We live immersed in a revolution that is changing our way of life and our future. And the new world… is old. For the first time, the vast majority of countries are simultaneously reducing the birth rate and increasing life expectancy, leaving the UN’s demographic projections, which always fall short, behind reality.

Soon the birth rate of our species, thanks to an India that looks more and more like China, will fall below the replacement rate. And more humans will die every day than will be born. The world shrinks.

In Europe we already live twice as long now as before the industrial revolution. In Spain – the pandemic took years away from us – men (obviously the weaker sex) live 81.2 years on average and women 86.7.

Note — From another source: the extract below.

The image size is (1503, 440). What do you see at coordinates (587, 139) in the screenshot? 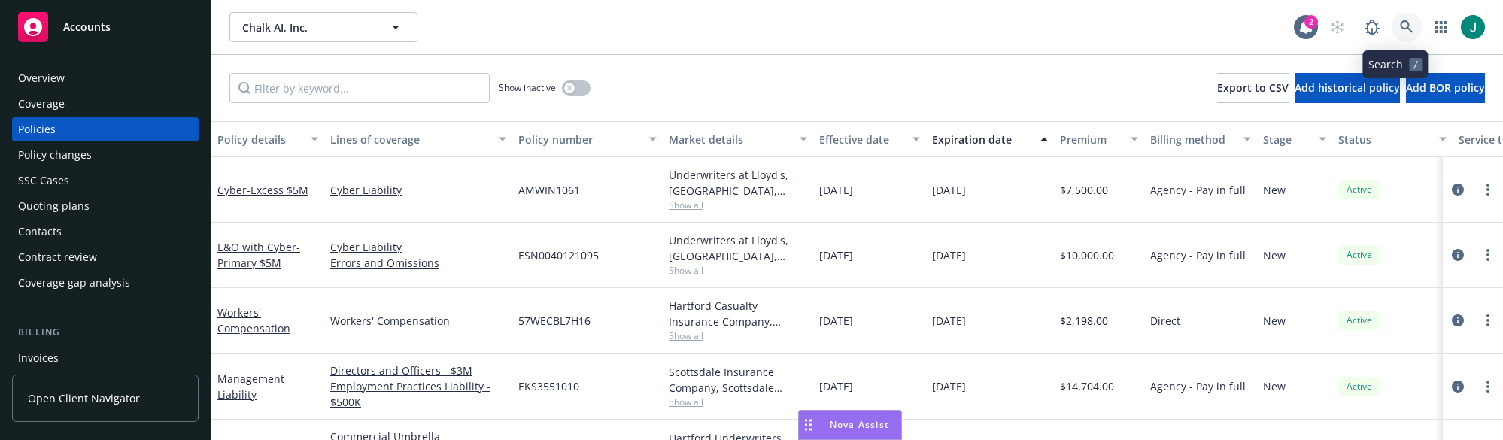
I see `button: Policy number` at bounding box center [587, 139].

Andrew Scott, from the London Business School, points out four models for aging as people and as a society, because demography is the destiny of peoples: the first would be a Dorian Gray, who lives forever young and suddenly becomes old and dies; the second, Jonathan Swift’s Struldbruggs, immortal, but increasingly decrepit; the third, Peter Pan, always young; and the fourth, Marvel’s Wolverine, who ages, but knows how to regenerate and rejuvenate.

The choice assumes that each individual and society opts for certain lines of scientific, socio-health and pension research. And the fact is that the current model of studying for 25 years, working for 35 and collecting the pension for another 35 is unsustainable.

It will be necessary to work more years, but not only: we will also have to educate ourselves, retire and return to work several times throughout a life that, long before what the UN said, will be 100 years on average.

Funding it requires earning a salary in your 60s, 70s and beyond, common in American workplaces today, but much less so here. Demographers warn that the only thing these new systems cannot be is mandatory, because their success depends on a great personal and collective effort to embrace ageist diversity from the classroom to the boards of directors.